7–11 Jul 2025
Teaching and Learning Centre (TLC)
Europe/London timezone
The final registration deadline has now passed.

JWST as a New Voyager for the Giant Planets

9 Jul 2025, 11:20
40m
TLC042

TLC042

Speaker

Prof. Leigh N. Fletcher (University of Leicester)

Description

The first three years of JWST scientific operations have provided a treasure trove of new discoveries in our Solar System. Not since Voyager’s Grand Tour have we had a facility capable of spatially-resolved infrared spectroscopy of the four giant planet systems with shared techniques and instrumentation, enabling a comprehensive comparative planetology of the gas and ice giants, their rings, and myriad icy “ocean worlds.” JWST is opening a new window for discovery, accessing spectral domains that were too dark, too cold, or simply overlooked in planetary mission design over previous decades. In this presentation, we review recent discoveries enabled by JWST, from a combination of guaranteed-time, early-release and guest-observer programmes.

For the atmospheres of the giant planets, JWST has detected previously unseen jet streams on Jupiter, revealed the chemical composition of the Great Red Spot and polar vortices, explored seasonally-reversing stratospheric circulations on Saturn, mapped the stratospheric chemistry and circulation of Uranus for the first time, and caught enormous storm activity on Neptune. Emissions from H3+, methane, and carbon monoxide from their ionospheres have revealed delicate wave patterns on Jupiter, never-before-seen structures on Saturn, and the discovery of H3+ on Neptune, providing windows onto magnetospheric processes shaping the wider systems. JWST spectroscopy has revealed the extreme crystallinity of Saturn’s rings, including the “heavy water” fraction, and filtered imaging is revealing radial trends in icy composition of rings and moons in both Ice Giant systems. JWST has also constrained the gases erupting from Io’s powerful volcanism, searched for (but not detected) evidence of Europa plume activity, discovered polar hydrogen peroxide and a tenuous CO2 exosphere on Ganymede, and revealed how CO2 ice is co-located with the chaotic terrains of Europa, implying a connection to the deep surface ocean. These new discoveries will help to shape the exploration from future giant planet missions, such as ESA’s JUICE mission, NASA’s Europa Clipper and Dragonfly, and future endeavours like Uranus Orbiter and Probe.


● **WHAT TO WORK ON**: With nothing added or dropped, copy the data that follows exactly.
========
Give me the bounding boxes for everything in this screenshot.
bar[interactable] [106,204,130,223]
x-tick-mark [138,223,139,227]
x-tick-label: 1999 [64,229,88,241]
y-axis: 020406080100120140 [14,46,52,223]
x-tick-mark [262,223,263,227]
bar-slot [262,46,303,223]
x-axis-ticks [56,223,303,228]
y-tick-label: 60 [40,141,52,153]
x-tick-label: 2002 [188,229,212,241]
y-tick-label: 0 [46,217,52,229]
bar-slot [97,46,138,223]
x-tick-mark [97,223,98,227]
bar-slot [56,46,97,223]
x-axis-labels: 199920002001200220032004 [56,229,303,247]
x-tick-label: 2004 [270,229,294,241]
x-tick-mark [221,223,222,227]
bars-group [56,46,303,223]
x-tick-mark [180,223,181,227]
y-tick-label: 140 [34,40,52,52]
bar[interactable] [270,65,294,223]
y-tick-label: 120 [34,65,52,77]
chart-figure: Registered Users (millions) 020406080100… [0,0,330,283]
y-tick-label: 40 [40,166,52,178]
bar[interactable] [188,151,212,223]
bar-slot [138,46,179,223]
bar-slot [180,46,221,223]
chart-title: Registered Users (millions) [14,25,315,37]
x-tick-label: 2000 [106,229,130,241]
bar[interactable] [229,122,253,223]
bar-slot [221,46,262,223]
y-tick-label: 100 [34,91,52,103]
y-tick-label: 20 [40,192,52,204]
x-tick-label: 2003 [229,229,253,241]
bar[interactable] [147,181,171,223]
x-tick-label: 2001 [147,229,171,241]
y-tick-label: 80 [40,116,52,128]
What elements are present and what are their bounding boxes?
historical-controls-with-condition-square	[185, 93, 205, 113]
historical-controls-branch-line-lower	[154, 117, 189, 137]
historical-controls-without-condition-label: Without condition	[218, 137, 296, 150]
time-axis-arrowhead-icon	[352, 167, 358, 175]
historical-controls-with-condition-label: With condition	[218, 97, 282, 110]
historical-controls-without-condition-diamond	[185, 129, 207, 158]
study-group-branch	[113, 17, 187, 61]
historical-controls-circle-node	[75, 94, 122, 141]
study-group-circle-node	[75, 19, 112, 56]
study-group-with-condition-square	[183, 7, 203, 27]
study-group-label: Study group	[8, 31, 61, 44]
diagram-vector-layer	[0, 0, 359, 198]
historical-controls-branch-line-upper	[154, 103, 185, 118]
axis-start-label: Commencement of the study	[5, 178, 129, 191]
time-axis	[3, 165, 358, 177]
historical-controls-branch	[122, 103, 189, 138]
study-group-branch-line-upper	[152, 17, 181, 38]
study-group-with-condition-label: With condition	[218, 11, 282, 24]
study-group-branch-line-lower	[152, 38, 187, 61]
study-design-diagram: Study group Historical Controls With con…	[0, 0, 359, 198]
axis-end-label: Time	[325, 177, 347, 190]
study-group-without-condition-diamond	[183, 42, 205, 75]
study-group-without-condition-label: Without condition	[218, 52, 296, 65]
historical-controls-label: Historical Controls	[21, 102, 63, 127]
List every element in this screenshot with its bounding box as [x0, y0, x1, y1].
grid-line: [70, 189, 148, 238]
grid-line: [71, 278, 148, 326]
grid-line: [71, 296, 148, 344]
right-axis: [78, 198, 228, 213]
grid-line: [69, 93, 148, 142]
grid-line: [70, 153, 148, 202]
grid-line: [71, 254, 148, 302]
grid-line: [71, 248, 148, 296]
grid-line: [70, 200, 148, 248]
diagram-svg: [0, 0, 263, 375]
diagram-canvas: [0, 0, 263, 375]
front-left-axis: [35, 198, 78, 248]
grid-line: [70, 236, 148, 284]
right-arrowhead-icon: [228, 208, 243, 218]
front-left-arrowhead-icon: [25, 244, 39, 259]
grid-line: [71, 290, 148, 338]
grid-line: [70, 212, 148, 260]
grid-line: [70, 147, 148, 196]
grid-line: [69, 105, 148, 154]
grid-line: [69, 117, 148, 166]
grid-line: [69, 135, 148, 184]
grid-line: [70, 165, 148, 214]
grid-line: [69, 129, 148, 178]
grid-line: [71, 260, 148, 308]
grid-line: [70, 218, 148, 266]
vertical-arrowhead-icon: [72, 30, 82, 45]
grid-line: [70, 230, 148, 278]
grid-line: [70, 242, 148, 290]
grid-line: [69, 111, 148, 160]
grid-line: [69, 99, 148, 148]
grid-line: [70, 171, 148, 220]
========
● **ANSWER SECTION**:
Give me the bounding boxes for everything in this screenshot.
bar[interactable] [106,204,130,223]
x-tick-mark [138,223,139,227]
x-tick-label: 1999 [64,229,88,241]
y-axis: 020406080100120140 [14,46,52,223]
x-tick-mark [262,223,263,227]
bar-slot [262,46,303,223]
x-axis-ticks [56,223,303,228]
y-tick-label: 60 [40,141,52,153]
x-tick-label: 2002 [188,229,212,241]
y-tick-label: 0 [46,217,52,229]
bar-slot [97,46,138,223]
x-tick-mark [97,223,98,227]
bar-slot [56,46,97,223]
x-axis-labels: 199920002001200220032004 [56,229,303,247]
x-tick-label: 2004 [270,229,294,241]
x-tick-mark [221,223,222,227]
bars-group [56,46,303,223]
x-tick-mark [180,223,181,227]
y-tick-label: 140 [34,40,52,52]
bar[interactable] [270,65,294,223]
y-tick-label: 120 [34,65,52,77]
chart-figure: Registered Users (millions) 020406080100… [0,0,330,283]
y-tick-label: 40 [40,166,52,178]
bar[interactable] [188,151,212,223]
bar-slot [138,46,179,223]
bar-slot [180,46,221,223]
chart-title: Registered Users (millions) [14,25,315,37]
x-tick-label: 2000 [106,229,130,241]
bar[interactable] [229,122,253,223]
bar-slot [221,46,262,223]
y-tick-label: 100 [34,91,52,103]
y-tick-label: 20 [40,192,52,204]
x-tick-label: 2003 [229,229,253,241]
bar[interactable] [147,181,171,223]
x-tick-label: 2001 [147,229,171,241]
y-tick-label: 80 [40,116,52,128]
What elements are present and what are their bounding boxes?
historical-controls-with-condition-square	[185, 93, 205, 113]
historical-controls-branch-line-lower	[154, 117, 189, 137]
historical-controls-without-condition-label: Without condition	[218, 137, 296, 150]
time-axis-arrowhead-icon	[352, 167, 358, 175]
historical-controls-with-condition-label: With condition	[218, 97, 282, 110]
historical-controls-without-condition-diamond	[185, 129, 207, 158]
study-group-branch	[113, 17, 187, 61]
historical-controls-circle-node	[75, 94, 122, 141]
study-group-circle-node	[75, 19, 112, 56]
study-group-with-condition-square	[183, 7, 203, 27]
study-group-label: Study group	[8, 31, 61, 44]
diagram-vector-layer	[0, 0, 359, 198]
historical-controls-branch-line-upper	[154, 103, 185, 118]
axis-start-label: Commencement of the study	[5, 178, 129, 191]
time-axis	[3, 165, 358, 177]
historical-controls-branch	[122, 103, 189, 138]
study-group-branch-line-upper	[152, 17, 181, 38]
study-group-with-condition-label: With condition	[218, 11, 282, 24]
study-group-branch-line-lower	[152, 38, 187, 61]
study-design-diagram: Study group Historical Controls With con…	[0, 0, 359, 198]
axis-end-label: Time	[325, 177, 347, 190]
study-group-without-condition-diamond	[183, 42, 205, 75]
study-group-without-condition-label: Without condition	[218, 52, 296, 65]
historical-controls-label: Historical Controls	[21, 102, 63, 127]
List every element in this screenshot with its bounding box as [x0, y0, x1, y1].
grid-line: [70, 189, 148, 238]
grid-line: [71, 278, 148, 326]
grid-line: [71, 296, 148, 344]
right-axis: [78, 198, 228, 213]
grid-line: [69, 93, 148, 142]
grid-line: [70, 153, 148, 202]
grid-line: [71, 254, 148, 302]
grid-line: [71, 248, 148, 296]
grid-line: [70, 200, 148, 248]
diagram-svg: [0, 0, 263, 375]
diagram-canvas: [0, 0, 263, 375]
front-left-axis: [35, 198, 78, 248]
grid-line: [70, 236, 148, 284]
right-arrowhead-icon: [228, 208, 243, 218]
front-left-arrowhead-icon: [25, 244, 39, 259]
grid-line: [71, 290, 148, 338]
grid-line: [70, 212, 148, 260]
grid-line: [70, 147, 148, 196]
grid-line: [69, 105, 148, 154]
grid-line: [69, 117, 148, 166]
grid-line: [69, 135, 148, 184]
grid-line: [70, 165, 148, 214]
grid-line: [69, 129, 148, 178]
grid-line: [71, 260, 148, 308]
grid-line: [70, 218, 148, 266]
vertical-arrowhead-icon: [72, 30, 82, 45]
grid-line: [70, 230, 148, 278]
grid-line: [70, 242, 148, 290]
grid-line: [69, 111, 148, 160]
grid-line: [69, 99, 148, 148]
grid-line: [70, 171, 148, 220]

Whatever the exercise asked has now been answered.